Title: Intel Announces 65nm Breakthrough
Post by: seer on September 08, 2004, 07:07:16 PM
Intel claims to have achieved a significant milestone in developing next-generation chip manufacturing technology.

In what is proving to be a self-fullfilling prophecy, Intel has managed to shrink transistors enough so that chips can have more of them. It was Intel's founder, Gordon Moore, who, in 1965, claimed that the number of transistors on a chip would roughly double every two years. This prediction has come to be known as Moore's law and this latest achievement, Intel claims, confirms its founders prediction.

More here (http://www.megagames.com/news/html/hardware/intelannounces65nmbreakthrough.shtml)

I suppose IBM is looking towards doing the same.
Title: Re: Intel Announces 65nm Breakthrough
Post by: mikeymike on September 08, 2004, 11:01:18 PM
Considering they haven't properly 'broken through' with 90nm technology*, I'm skeptical.

* - leakage problems, much more wasted energy than with previous processors.
Title: Re: Intel Announces 65nm Breakthrough
Post by: Glaucus on September 08, 2004, 11:30:25 PM
Ummm....  what are they at now???

  - Mike
Title: Re: Intel Announces 65nm Breakthrough
Post by: chsedge on September 08, 2004, 11:54:45 PM
leakage is a problem concerning the mosfet transistors. You can reduce feature size even more because there's a physical limit of materials involved. After that the mosfets aren't under control anymore...
Title: Re: Intel Announces 65nm Breakthrough
Post by: KennyR on September 09, 2004, 12:03:00 AM
They've just started to investigate diamond and silicon carbide transistors. Maybe Intel and IBM should invest in that direction. A CPU core built from these would suffer much less leakage.
Title: Re: Intel Announces 65nm Breakthrough
Post by: minator on September 09, 2004, 12:16:10 AM
They'll all be working on this and probably have been for many years, if you read the right stuff you'll see the odd comment about plans for 22nm which is 7+ years away.

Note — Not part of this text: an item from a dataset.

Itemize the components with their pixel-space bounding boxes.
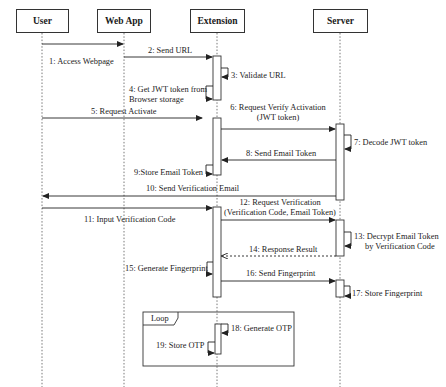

I can remember reading about IBM experimenting with 65nm while Commodore were still around, but only at the lab level.

Freescale (and partners) announcing a while back they'll be going into pilot production in under a year.


Quote
Considering they haven't properly 'broken through' with 90nm technology*, I'm skeptical.


Intel will be using SOI for 65nm so their leakage problems should reduce considerably.
Title: Re: Intel Announces 65nm Breakthrough
Post by: Waccoon on September 09, 2004, 08:15:28 AM
Funny, after decades of research some things are still theories, like the Theory of Evolution, the Big Bang Theory, and the Theory of Relativity...

...but in the fast paced world of computers, we have Moore's Law.

Sorry, that just always ticks me off.
Title: Re: Intel Announces 65nm Breakthrough
Post by: bloodline on September 09, 2004, 09:16:12 AM
Well "Moor's Rule of Thumb", would be more accurate... but less of a soundbite, in an industry built on soundbites.
Title: Re: Intel Announces 65nm Breakthrough
Post by: mikeymike on September 09, 2004, 09:26:33 AM
Quote
Ummm.... what are they at now???

They're at 90nm at the moment, but the Prescott core is a total bar heater (~130W wasted energy when the CPU is being run hard?).  IBM have also been trying to get a 90nm Power5 core out but have been suffering from similar leakage problems.  I haven't heard much about AMD's attempts.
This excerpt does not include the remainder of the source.